Wide angles are a problem though. Proper wide angle lenses overcome the problem with the camera flange distance with clever optics. My 15mm lens can’t be 15mm away from the film or sensor due to the depth of the camera body and the need for a swinging mirror. The clever lens fairies in Japan made it work at a flange distance of around 46mm. But if I want to bodge something wide out of inappropriate parts that flange distance is the wasp at my picnic. And then I read an article on t’interweb… (which I have been searching for ever since). The idea is to use an extremely wide angle CCTV lens. Mount this on tome form of extension tube so that it would focus on a sensor, but leave the sensor as empty space. (OK, just mount the lens on a tube). Then mount this whole thing on the end of a reversed lens attached to a camera. The idea is that the virtual image focused by the CCTV lens is seen by the reversed (strong macro) lens and focused in turn onto a real sensor of film. And if I did the maths right, the macro lens would enlarge the virtual image from the CCTV lens to cover the camera sensor. Plus, a fisheye lens for a CCTV camera is not big bucks. Plus I could test this with my existing lenses before even buying a CCTV lens.
So I did the logical thing and experimented to see if it would work before I bought anything. Mount a lens in reverse on a camera and then hold another lens in front of it to see if I can focus any sort of image. All I got was a very good look at the dust on the second lens. I’m either missing something or the whole idea is daft. I do wish I could find the original article.
But in the meantime I have a couple of useful portrait lenses, a very close-focussing portrait lens and a huge glass condensing lens from an old overhead projector. I’ve been playing with the latter by taping it to the end of a cardboard tube.

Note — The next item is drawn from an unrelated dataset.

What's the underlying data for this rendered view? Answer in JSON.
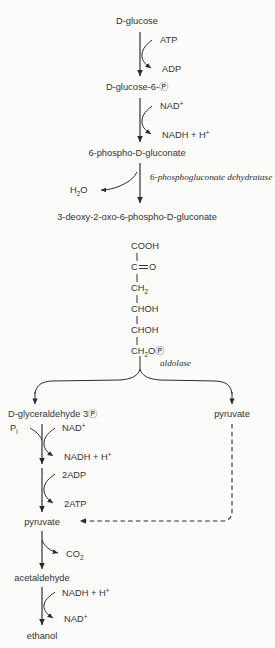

It’s got a focal length of around 330mm but I could shorten that by putting a magnifying lens between it and the camera.
I’ve also got a 9 diopter closeup lens that looks like it might be a doublet rather than a single element, so might be better quality. This particular one has a focal length of 115mm so fills-in the gap between my two projector lenses. The right size of step-up ring should mount this on my bellows. Or this might be the lens I use with the OHP lens to reduce the focal length. Decisions, decisions…
Go me! I’ve got more lenses than a Fleet Street pro (do they still exist?). There are people who pay good money for this sort of fuzziness.